Bohjalian’s latest novel is less about the sleepwalker of the title, Annalee Ahlberg, than the bereft family she leaves behind. She disappears in the middle of the night — possibly drowning in a nearby river, maybe falling — leaving two daughters and a husband to find their way forward in her absence.

Taking place over a year in early 2000, the focus is primarily on eldest daughter Lianna who puts off a return to college indefinitely during the search for her mother. All signs point to sleepwalking, but if she was sleepwalking when she disappeared, why is there no body? When the investigation stalls, so does the Ahlberg family. Lianna brushes off questions about when she will go back to school and throws herself into running the household, helping with 12-year-old sister Paige, and her professor father who has started drinking himself to sleep at night. Complicating matters is her attraction to the handsome detective involved in the investigation who knew Annalee from the sleep clinic. Both share the same intense sleepwalking disorder and were a “support group of two” meeting just for the occasional coffee, according to Detective Rikert.

Bohjalian unfolds the Ahlberg’s story gracefully with real empathy for the two daughters, one on the cusp of womanhood and one teetering between youth and adulthood, both very much in need of their mother. Lianna spends a fair amount of time in a stoned haze, observing her father, pondering her parents marriage, and wondering whether Rikert was being completely honest about his relationship to Annalee. The writing is elegant, including a beautifully written passage about something you wouldn’t expect to be described in such eloquent terms. With an appealing and sympathetic cast of characters and capped with a satisfying twist, “The Sleepwalker” is Bohjalian at his best and will appeal to fans of  domestic fiction with a touch of mystery.

Published January 10, 2016
Doubleday

An advance galley of this book was provided by the publisher in exchange for an honest opinion.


- EXERCISE BRIEF -
Set down every entry exactly as it stands, omitting any picture.

- DATA FOR THIS TASK -
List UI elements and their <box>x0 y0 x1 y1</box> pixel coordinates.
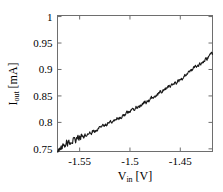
y-axis-title-unit: [mA] <box>6 62 20 88</box>
figure-container: 0.750.80.850.90.951 -1.55-1.5-1.45 Vin [… <box>0 0 223 192</box>
x-tick-label: -1.45 <box>169 156 192 167</box>
y-tick-label: 0.75 <box>0 143 53 154</box>
x-axis-title-unit: [V] <box>136 169 153 183</box>
x-tick-label: -1.5 <box>121 156 138 167</box>
y-tick-label: 0.8 <box>0 117 53 128</box>
y-tick-label: 0.95 <box>0 38 53 49</box>
y-axis-title-subscript: out <box>12 91 21 101</box>
x-axis-title-subscript: in <box>126 175 132 184</box>
y-tick-label: 1 <box>0 11 53 22</box>
x-tick-label: -1.55 <box>68 156 91 167</box>
x-axis-title: Vin [V] <box>118 170 153 184</box>
x-axis-title-base: V <box>118 169 127 183</box>
y-axis-title: Iout [mA] <box>7 62 21 105</box>
y-axis-title-base: I <box>6 102 20 106</box>
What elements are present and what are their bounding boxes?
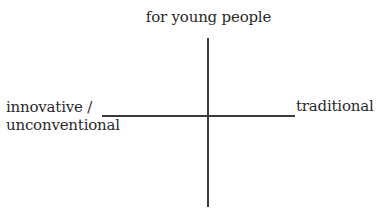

- RESULT FOR THIS TASK -
List UI elements and their <box>x0 y0 x1 y1</box> pixel coordinates.
y-axis-title-unit: [mA] <box>6 62 20 88</box>
figure-container: 0.750.80.850.90.951 -1.55-1.5-1.45 Vin [… <box>0 0 223 192</box>
x-tick-label: -1.45 <box>169 156 192 167</box>
y-tick-label: 0.75 <box>0 143 53 154</box>
x-axis-title-unit: [V] <box>136 169 153 183</box>
x-tick-label: -1.5 <box>121 156 138 167</box>
y-tick-label: 0.8 <box>0 117 53 128</box>
y-tick-label: 0.95 <box>0 38 53 49</box>
y-axis-title-subscript: out <box>12 91 21 101</box>
x-axis-title-subscript: in <box>126 175 132 184</box>
y-tick-label: 1 <box>0 11 53 22</box>
x-tick-label: -1.55 <box>68 156 91 167</box>
x-axis-title: Vin [V] <box>118 170 153 184</box>
x-axis-title-base: V <box>118 169 127 183</box>
y-axis-title: Iout [mA] <box>7 62 21 105</box>
y-axis-title-base: I <box>6 102 20 106</box>
What elements are present and what are their bounding boxes?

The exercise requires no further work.